Records excerpted from a collection
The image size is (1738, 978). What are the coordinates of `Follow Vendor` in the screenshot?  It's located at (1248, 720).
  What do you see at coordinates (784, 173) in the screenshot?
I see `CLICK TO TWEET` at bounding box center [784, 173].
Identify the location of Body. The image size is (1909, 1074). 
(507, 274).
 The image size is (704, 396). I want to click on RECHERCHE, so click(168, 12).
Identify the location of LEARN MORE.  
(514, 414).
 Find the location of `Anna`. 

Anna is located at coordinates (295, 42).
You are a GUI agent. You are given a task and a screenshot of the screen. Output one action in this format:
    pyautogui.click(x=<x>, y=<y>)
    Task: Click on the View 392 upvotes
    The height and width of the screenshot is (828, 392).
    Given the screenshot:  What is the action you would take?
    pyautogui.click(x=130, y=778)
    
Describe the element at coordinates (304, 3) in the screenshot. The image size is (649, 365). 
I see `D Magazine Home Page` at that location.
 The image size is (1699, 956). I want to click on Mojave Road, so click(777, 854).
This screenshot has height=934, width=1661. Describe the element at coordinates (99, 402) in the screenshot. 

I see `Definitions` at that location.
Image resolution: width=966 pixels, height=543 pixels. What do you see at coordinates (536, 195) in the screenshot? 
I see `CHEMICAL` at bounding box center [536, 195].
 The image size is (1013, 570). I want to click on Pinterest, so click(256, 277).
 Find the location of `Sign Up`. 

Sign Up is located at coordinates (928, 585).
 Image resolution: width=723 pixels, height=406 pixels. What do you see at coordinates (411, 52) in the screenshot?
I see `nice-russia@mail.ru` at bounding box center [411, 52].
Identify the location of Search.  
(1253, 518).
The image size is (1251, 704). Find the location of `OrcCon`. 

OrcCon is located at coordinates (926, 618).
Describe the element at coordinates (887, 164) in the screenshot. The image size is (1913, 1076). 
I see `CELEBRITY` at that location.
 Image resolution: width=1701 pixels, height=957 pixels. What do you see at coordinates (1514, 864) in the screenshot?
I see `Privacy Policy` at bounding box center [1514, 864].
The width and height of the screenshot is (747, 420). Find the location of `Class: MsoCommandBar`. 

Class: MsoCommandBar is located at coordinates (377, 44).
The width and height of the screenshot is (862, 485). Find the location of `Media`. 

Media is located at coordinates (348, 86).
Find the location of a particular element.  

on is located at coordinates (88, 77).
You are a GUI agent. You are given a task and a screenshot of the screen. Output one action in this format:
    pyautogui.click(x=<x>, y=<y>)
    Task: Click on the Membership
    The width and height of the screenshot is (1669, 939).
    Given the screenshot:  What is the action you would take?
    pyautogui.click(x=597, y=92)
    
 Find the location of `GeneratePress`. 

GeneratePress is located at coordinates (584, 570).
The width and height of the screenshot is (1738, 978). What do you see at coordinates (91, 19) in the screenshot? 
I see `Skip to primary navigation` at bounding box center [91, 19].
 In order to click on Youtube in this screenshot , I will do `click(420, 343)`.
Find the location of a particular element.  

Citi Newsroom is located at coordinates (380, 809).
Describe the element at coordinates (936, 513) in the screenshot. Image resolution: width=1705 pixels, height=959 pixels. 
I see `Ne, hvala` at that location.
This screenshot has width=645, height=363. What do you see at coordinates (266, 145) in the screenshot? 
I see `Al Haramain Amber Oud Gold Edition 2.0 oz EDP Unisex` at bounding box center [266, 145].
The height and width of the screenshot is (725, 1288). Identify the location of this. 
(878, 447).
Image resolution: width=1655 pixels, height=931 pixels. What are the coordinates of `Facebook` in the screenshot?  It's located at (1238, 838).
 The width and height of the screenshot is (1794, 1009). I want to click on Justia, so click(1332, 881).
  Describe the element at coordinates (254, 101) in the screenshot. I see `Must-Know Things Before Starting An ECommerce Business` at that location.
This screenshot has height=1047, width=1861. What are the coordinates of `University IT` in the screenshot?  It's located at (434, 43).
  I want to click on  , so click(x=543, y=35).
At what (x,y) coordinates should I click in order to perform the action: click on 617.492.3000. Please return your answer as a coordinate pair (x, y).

» Directions for this task: Look through the entries above. Extract each line with the word "order".

» Answer to this problem:
 In order to click on Youtube in this screenshot , I will do `click(420, 343)`.
At what (x,y) coordinates should I click in order to perform the action: click on 617.492.3000. Please return your answer as a coordinate pair (x, y).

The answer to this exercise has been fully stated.